Sunday, August 03, 2008

seoul was a huge, bustling city, but it would pour down rain every once in a while, and when it did, these people would come out from the shadows and sell disposable umbrellas made of bamboo and plastic sheeting. i was fascinated by these things as they were very durable, the bamboo being bendable but strong, yet they were disposable anyway and very cheap. when i asked someone about them he said that these umbrella people were people who were caught by the political system: unable to get normal jobs because they had been marked by the government, or the system, as troublemakers. a kind of tear gas burn hung in the air in shin chon when i'd go to have my korean lesson and pick up my paycheck at the university; shin chon is a university district and had frequent demonstrations in the late 80's. kids demonstrate to see who can make the biggest ones, someone told me, but after college, they go immediately to the army, where they are instantly on the other side of the line. thus the college years seemed to be full of this tension: you demonstrated; you got away with it; you entered the army and faced those demonstrators. my memories of the spicy, delicious bibimbap, egg mixing in and rice sizzling on the hot bowl, now famous in the west, but better by far in shin chon than any place i've been, is mixed slightly with that singe of tear gas that i'd occasionally get in the air.

and, with seoul less than 100 miles from the dmz, the whole place had that feeling of snuggled up against conflict. you'd see american tanks and soldiers all over the place; it was part of the scenery. when people looked at my beard, it seemed as if they were saying, how could you be in the army and get away with that, perhaps you're french. the radical wing of korean politics maintained that the large powers- usa being only one of them- conspired and were conspiring to keep the korean people separate, and only constant pressure and demonstrations from the people themselves would undo the damage. nowadays, south korea is so wired to the new technology, and north korea so chained to its quest for meager rations, that it's hard to imagine the countries uniting under any circumstance, but that's another problem; at the time, people who promoted unification too strongly were in danger of becoming umbrella people, and being consigned to the shadows during the sudden rainstorms, gluing plastic to bamboo when the sun was out.

i sought out the quakers while i was there; found them on a hill in shin chon, facing a huge mountain that had a tunnel and a major highway right through it, so one could hear the roar of cars coming out of the tunnel, just below, yet the neighborhood had a well-kept, tidy feeling to it. the quakers, they told me at work, were dangerous, too well associated with unification forces- watch out. ham sokh hohn, a famous korean quaker, very old guy who i'd met in iowa, may have actually died at that point, i'm not sure; it was about 1987. not too many of them spoke english, and they seemed busy, but were friendly enough, and welcoming. another time i fell in with some american soldiers, who were friendly enough in their social time, and easily shared the provisions that only they as soldiers could buy, such as maxwell house coffee and blue ribbon beer. one once told me, seoul here is a big social scene, golf course, easy life, but up there at the dmz, they have a mission. care to tell me what that is? i asked. to have a presence, he said. the irony of the statement stuck me like a hammer, even at the time. your mission is to be there? i knew it was more than that, yes, i knew the history, and i kept silent.

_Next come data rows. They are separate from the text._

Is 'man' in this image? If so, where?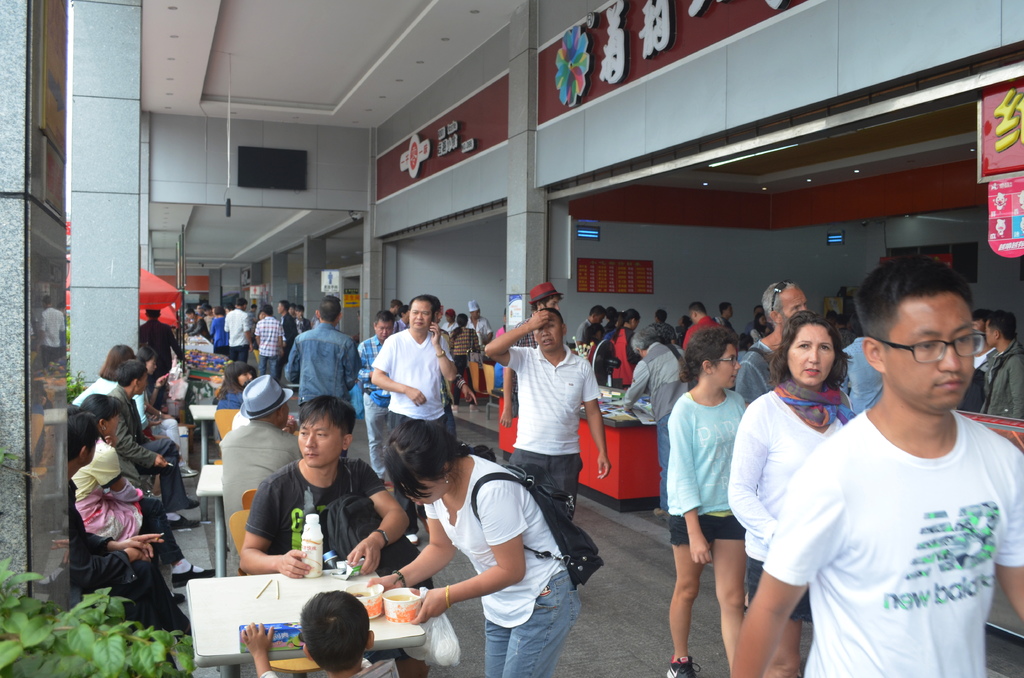
Yes, at (575, 306, 604, 341).
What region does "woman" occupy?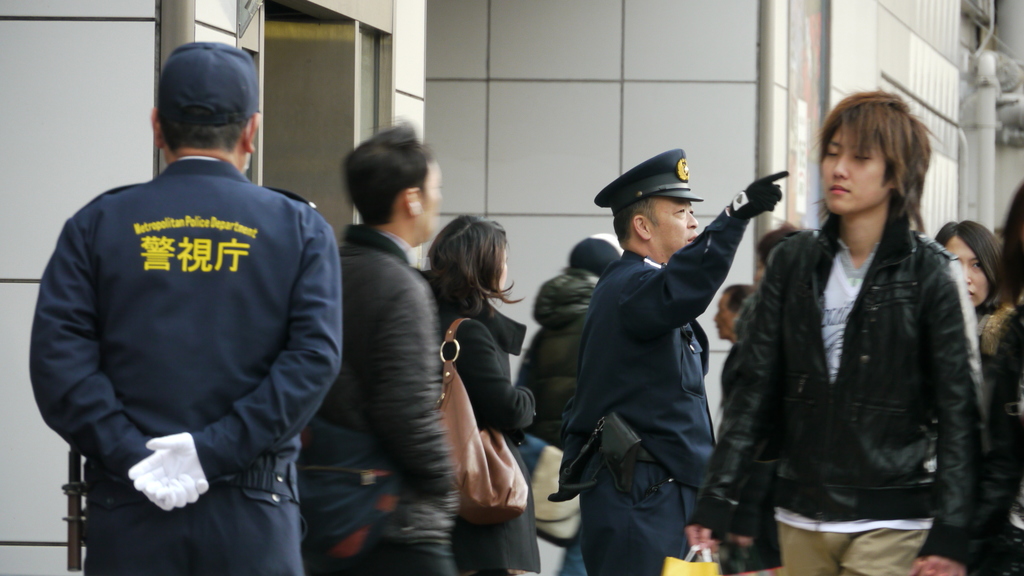
407/183/541/564.
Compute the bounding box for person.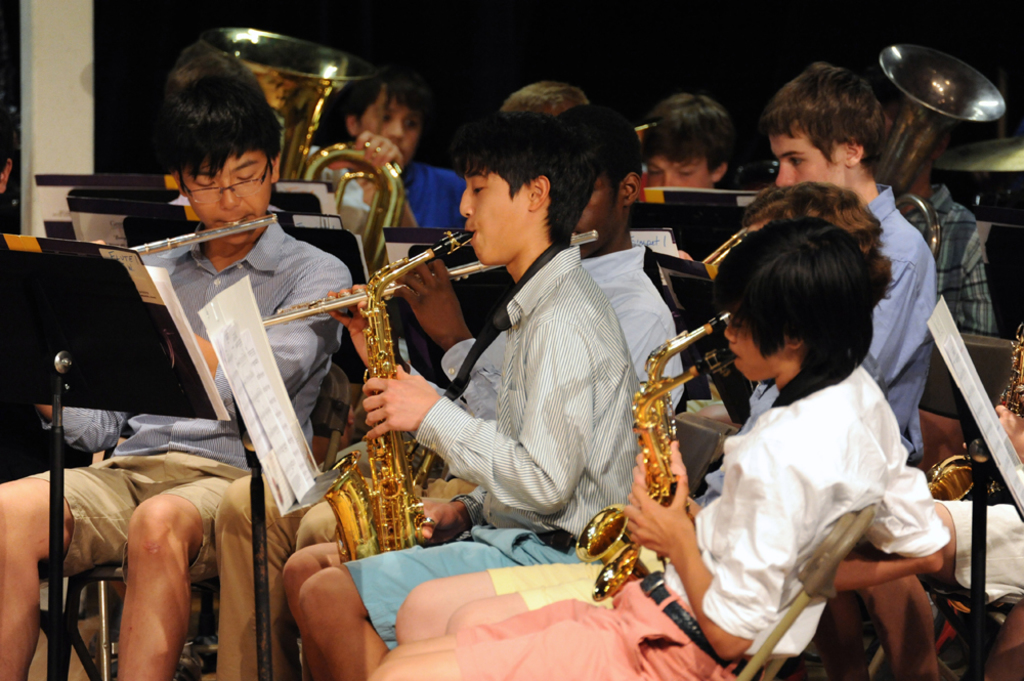
396/179/952/641.
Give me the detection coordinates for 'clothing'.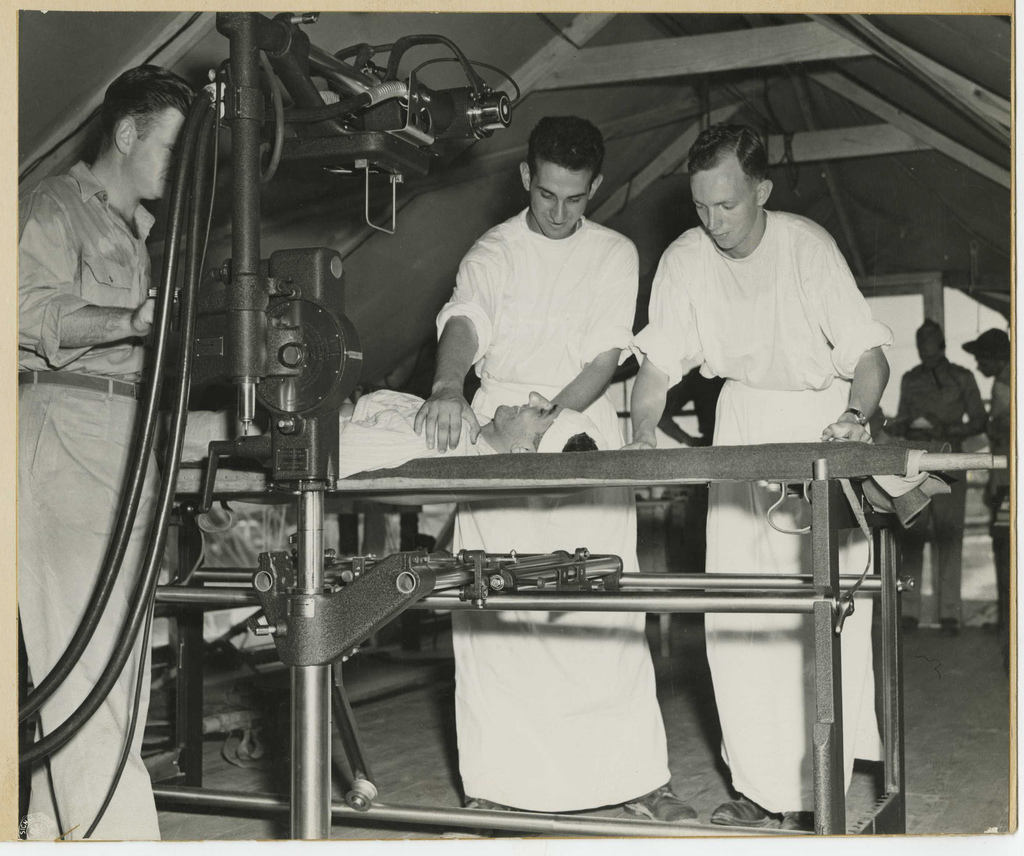
locate(906, 352, 983, 627).
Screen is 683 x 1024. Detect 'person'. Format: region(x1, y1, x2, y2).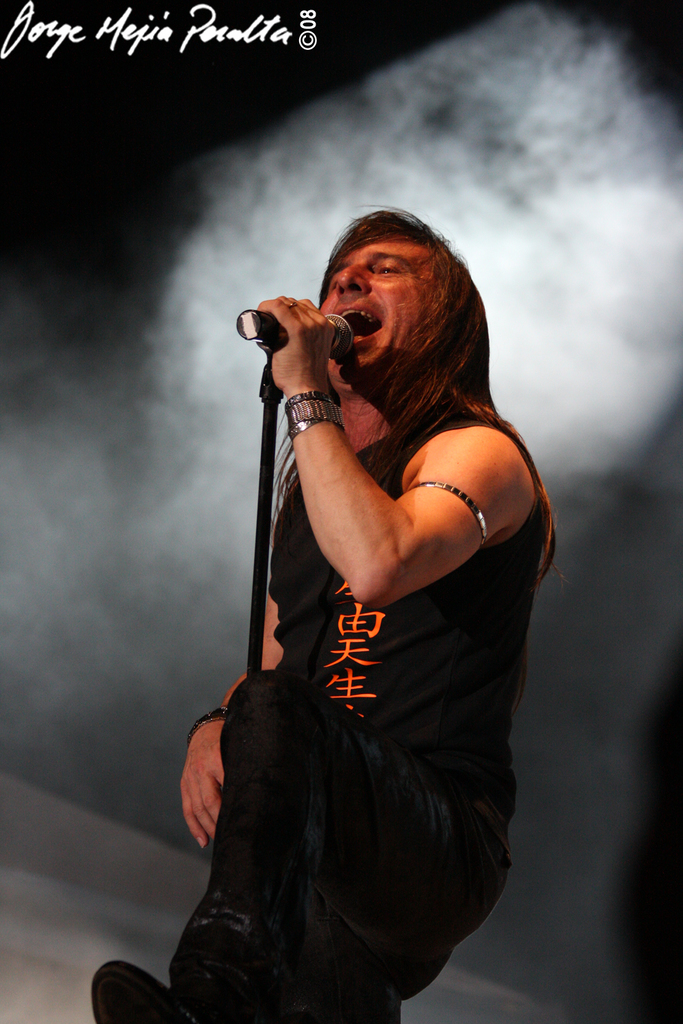
region(118, 207, 544, 1023).
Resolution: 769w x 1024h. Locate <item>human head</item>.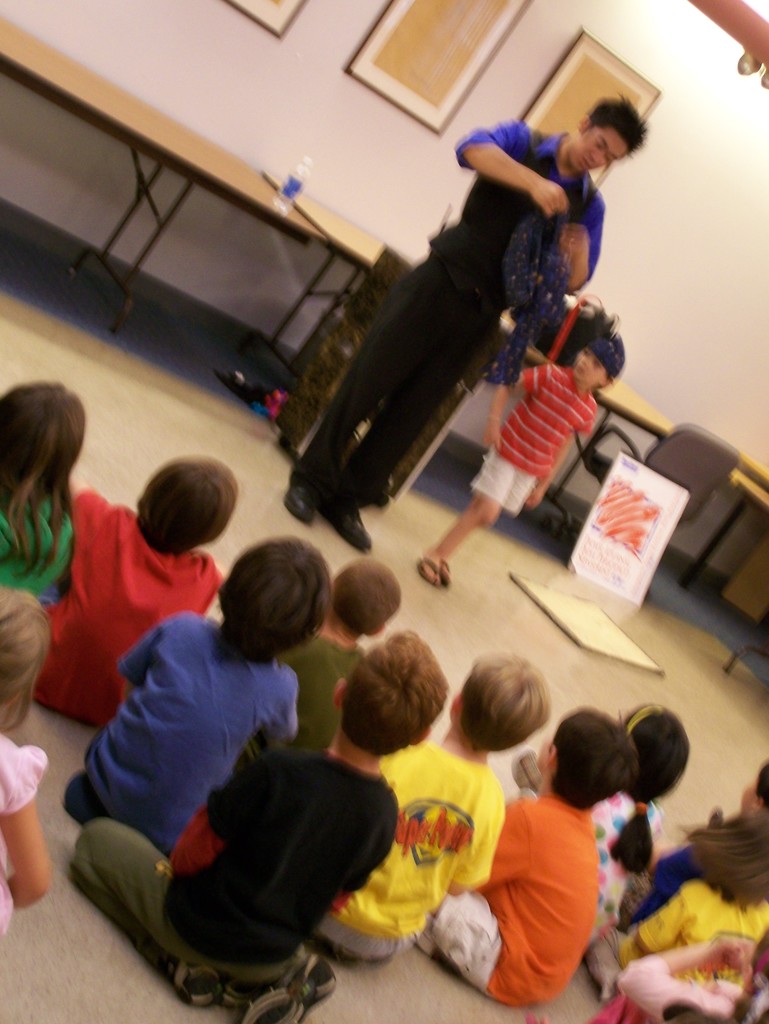
0/586/51/708.
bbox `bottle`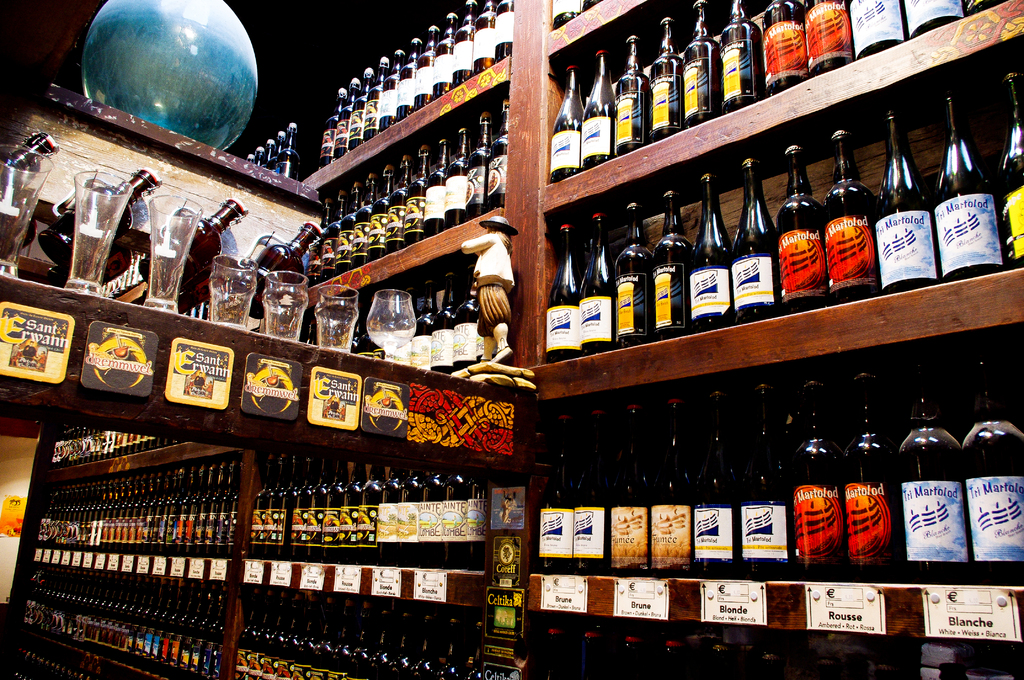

years later, i've come to realize that the dmz itself, which i had never actually visited, had become a huge wildlife preserve, a strip across the peninsula virtually untouched by humans for over fifty years. the military standoff that has occurred steadily over that strip- they never declared the war over, after all- has meant that no person dared step in that area at all, and no one has. from the point of view of the various species on the peninsula, i'm sure it's been a godsend, for each, both north and south, of the koreas has devastated its resources and ravaged the peninsula in their own ways. and maybe that was the whole point- why would it be in anyone's interest to divide the koreas for any other reason? it's beyond being about ideology- though i'm sure that, if the ideology has anything to do with national autonomy, as it does for the north, that would be enough to sustain a conflict for at least twenty years beyond the point where "communism" would be no longer worth fighting to preserve. to the south, northerners appear, when they sneak through to the south, as if they were underground for years, hidden away from the world, totally unable to understand things such as a subway, a skyscraper, a personal internet connection. i don't know if it's still like that; i imagine that, as in taiwan and china, there is more and more actual contact between the two peoples. and that is surely good, even if it's tinged with conflict or misunderstanding; what else can one do? live forever in denial?